A Tale of Cats, Cows and Anti-Vaxxers

or

How the John Birch Society Bit Ravalli County and Gave It Rabies

By: Bill Lacroix
First published: https://billlacroix.blogspot.com/

I don’t call my cat “Fatso” lightly. It’s not who she is, it’s where she likes to sit and when, which is on my lap when I’m using my laptop. Her body blobs onto my keyboard and, when I try to write, my minimal hand movements harsh her mellow, which prods her to give the back of my hand a nip of annoyance. That’s endearing, but, not too long ago, one of her love bites broke the skin and became infected, which recalled a ‘70s pop song that should have been killed at birth (“Cat Scratch Fever”) which, in turn, triggered a temporary bout of irrational cognitive dissonance (anger mixed with conspiracy theories), the sort of thing that short-circuits your brain and sends you to an emergency room for drugs because you never know WHO or WHAT is out to get you in Ravalli County. It could be your cat. Or Ted Nugent.

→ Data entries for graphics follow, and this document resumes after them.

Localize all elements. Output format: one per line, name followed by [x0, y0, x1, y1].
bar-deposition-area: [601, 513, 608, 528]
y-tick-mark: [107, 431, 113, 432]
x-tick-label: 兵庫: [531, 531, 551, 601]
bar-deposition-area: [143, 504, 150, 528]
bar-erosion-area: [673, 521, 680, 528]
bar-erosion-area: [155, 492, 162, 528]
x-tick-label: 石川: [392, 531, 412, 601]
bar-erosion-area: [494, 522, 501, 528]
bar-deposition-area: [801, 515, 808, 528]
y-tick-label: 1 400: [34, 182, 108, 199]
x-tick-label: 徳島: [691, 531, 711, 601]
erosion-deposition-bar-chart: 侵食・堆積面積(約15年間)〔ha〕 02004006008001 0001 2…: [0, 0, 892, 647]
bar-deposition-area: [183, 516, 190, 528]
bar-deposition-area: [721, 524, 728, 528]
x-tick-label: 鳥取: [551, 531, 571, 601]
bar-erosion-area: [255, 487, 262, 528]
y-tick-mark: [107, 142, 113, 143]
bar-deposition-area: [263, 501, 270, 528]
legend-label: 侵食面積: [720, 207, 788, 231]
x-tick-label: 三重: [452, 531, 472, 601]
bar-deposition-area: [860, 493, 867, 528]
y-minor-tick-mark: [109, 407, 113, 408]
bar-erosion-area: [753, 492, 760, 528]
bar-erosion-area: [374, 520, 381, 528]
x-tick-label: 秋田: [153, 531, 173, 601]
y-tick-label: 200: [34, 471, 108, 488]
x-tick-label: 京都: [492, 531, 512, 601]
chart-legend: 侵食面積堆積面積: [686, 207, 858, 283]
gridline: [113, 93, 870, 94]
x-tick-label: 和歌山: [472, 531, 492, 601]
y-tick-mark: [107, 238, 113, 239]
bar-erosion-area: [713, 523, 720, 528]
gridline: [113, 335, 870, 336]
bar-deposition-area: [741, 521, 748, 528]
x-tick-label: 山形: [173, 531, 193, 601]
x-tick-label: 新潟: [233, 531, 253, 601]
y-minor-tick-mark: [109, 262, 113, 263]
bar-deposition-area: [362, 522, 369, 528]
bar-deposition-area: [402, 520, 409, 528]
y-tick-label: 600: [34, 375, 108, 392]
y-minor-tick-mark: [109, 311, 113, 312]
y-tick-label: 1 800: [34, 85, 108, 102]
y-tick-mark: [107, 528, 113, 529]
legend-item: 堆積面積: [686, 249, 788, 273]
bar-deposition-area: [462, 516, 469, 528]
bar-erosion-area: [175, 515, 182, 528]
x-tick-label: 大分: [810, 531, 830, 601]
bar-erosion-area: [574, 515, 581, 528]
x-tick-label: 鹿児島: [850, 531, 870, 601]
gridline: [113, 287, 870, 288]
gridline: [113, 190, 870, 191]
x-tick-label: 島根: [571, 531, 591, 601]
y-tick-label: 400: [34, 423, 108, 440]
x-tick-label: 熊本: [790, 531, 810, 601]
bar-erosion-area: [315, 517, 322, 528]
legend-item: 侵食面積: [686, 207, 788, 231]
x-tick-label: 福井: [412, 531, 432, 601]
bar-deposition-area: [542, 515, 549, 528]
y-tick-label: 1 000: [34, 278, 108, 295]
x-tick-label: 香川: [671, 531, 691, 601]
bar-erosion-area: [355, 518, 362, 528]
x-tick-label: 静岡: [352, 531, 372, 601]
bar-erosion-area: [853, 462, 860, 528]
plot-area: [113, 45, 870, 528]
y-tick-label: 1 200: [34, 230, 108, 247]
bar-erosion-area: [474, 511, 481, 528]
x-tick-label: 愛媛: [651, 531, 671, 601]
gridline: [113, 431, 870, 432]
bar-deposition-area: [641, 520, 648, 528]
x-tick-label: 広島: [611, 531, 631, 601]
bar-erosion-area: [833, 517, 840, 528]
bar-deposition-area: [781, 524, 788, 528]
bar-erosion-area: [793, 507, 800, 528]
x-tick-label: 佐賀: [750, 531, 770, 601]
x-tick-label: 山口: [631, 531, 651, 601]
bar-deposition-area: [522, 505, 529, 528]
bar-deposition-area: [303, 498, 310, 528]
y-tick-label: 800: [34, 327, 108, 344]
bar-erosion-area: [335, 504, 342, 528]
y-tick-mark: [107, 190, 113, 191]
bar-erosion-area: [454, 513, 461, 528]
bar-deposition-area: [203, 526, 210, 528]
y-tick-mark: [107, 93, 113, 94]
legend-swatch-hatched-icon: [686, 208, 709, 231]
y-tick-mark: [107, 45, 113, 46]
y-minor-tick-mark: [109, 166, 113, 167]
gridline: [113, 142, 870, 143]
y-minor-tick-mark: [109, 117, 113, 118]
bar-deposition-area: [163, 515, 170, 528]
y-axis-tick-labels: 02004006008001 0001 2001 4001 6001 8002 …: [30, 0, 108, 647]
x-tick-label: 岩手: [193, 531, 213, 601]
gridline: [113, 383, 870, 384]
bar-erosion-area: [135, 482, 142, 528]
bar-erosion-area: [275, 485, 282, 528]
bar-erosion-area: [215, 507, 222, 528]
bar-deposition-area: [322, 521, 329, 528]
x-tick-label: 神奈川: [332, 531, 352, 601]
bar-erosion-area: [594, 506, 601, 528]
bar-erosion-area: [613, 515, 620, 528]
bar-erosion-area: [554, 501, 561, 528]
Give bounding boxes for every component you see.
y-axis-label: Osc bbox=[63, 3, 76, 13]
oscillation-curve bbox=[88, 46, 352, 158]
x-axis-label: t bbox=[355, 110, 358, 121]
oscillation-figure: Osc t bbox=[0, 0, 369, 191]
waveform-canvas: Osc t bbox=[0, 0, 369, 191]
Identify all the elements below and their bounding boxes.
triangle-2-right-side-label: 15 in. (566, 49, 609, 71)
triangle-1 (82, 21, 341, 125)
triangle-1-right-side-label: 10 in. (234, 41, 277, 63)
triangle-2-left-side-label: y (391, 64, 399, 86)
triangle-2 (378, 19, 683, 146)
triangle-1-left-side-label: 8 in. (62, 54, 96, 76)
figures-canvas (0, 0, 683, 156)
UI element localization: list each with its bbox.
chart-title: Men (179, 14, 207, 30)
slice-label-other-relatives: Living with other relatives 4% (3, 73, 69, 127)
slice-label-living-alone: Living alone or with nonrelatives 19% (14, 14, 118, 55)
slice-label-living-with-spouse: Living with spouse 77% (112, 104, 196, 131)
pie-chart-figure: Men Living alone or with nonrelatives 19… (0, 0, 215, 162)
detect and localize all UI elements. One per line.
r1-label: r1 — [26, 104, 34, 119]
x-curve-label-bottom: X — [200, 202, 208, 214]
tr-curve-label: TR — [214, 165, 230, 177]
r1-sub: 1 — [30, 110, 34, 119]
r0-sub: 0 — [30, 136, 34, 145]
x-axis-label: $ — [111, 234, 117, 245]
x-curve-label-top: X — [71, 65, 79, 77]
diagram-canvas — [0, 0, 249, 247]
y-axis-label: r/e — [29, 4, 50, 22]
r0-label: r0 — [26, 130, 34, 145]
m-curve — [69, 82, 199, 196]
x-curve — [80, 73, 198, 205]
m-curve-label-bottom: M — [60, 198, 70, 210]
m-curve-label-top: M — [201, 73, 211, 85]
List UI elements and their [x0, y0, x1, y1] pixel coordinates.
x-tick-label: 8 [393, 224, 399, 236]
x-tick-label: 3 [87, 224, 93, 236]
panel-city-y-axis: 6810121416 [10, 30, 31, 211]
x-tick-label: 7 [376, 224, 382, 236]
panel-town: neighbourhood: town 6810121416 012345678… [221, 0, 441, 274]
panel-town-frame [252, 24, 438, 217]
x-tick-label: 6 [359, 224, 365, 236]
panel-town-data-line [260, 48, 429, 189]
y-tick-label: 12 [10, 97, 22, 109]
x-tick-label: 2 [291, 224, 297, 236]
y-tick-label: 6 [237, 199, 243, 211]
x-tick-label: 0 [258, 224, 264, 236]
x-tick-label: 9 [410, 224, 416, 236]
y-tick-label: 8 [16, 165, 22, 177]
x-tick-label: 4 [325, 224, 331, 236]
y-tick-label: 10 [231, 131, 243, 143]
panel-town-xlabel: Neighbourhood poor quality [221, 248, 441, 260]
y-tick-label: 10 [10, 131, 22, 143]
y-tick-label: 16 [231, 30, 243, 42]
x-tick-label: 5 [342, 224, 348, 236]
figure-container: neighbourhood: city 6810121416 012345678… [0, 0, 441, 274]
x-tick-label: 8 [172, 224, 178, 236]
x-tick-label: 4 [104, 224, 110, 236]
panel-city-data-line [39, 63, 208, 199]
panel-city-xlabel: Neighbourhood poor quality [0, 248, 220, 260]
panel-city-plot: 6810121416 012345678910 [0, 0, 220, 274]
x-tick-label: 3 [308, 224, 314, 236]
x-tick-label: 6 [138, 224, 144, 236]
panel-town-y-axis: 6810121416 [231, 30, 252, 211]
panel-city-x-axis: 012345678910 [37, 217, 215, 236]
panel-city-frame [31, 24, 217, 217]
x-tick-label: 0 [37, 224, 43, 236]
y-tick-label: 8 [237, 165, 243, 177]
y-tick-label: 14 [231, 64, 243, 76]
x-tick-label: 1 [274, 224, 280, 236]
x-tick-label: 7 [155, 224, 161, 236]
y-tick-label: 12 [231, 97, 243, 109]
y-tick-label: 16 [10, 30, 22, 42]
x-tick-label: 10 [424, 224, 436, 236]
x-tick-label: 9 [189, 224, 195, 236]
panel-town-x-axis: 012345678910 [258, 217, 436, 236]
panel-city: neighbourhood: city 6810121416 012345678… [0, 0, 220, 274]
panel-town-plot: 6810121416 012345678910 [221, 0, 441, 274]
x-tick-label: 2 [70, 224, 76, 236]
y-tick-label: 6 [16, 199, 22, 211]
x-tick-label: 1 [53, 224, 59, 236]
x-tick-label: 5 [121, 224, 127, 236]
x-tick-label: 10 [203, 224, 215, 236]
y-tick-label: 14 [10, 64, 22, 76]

To point: Ravalli County has had a problem with science, for a while. During the Covid-19 pandemic, our local cops couldn’t possibly enforce humane safety protocols to keep other peoples’ grandparents from dying because of other peoples’ conspiracy theories. Alas—and as a direct result—more people died of Covid than in traffic accidents. Paradoxically, these same cops could and did enforce speed limits throughout the pandemic, including ticketing me for going 29 MPH in a 25 MPH zone. Paradoxically-squared: local paranoia over Nazi-nurses torturing transplanted retirees with freedom-smothering N-95 masks birthed the local “Breathe-Free Montana” group, a John Birch-flavored extremist outfit whose adherents recently succeeded in orchestrating a coup against the already-entrenched, already-hard-right-but-apparently-not-hard-right-enough Republican Central Committee that has had a stranglehold on our local politics since that black guy became president.

So there I sat in a Ravalli County examining room which, in a reality-based county, would be a “safe space,” but, remember, we’re talking Ravalli County. The nice nurse left to “get the doctor” and, less than two minutes later, a Hamilton Police officer barged in unannounced, in “full metal jacket,” demanding that I either surrender my cat to be quarantined for 10 days in kitty jail or that I sign an affidavit that I will do it myself and that, if my cat escaped during that time and caused damage to other peoples’ property, I would be liable. As an example, he cited the possibility that my cat could bite a cow and give the whole herd rabies.

His logic, of course, was impeccable but, as my hand throbbed in my lap, I also thought that maybe I had contracted rabies or some other hallucinatory microbe. I had to get rid of this guy so I could get drugs and, thankfully, cognitive dissonance is usually a passing thing, and so I told him that I would be glad to produce a record of her recent rabies shot. Never mind, he countered. I must either surrender Fatso or sign, which I did. The catch: the affidavit stipulated that, after her 10-day quarantine, I would bring her in to the station to prove she wasn’t a rabid John Bircher yet, which was beauty-cubed, since I thought a conversation with local law enforcement about cows being more important to them than people would be priceless. I have no intention of taking Fatso in for her parole hearing and, to date, we are still on the lam, awaiting a wonderful conversation. BTW: Anyone know a good lawyer who doesn’t have rabies yet?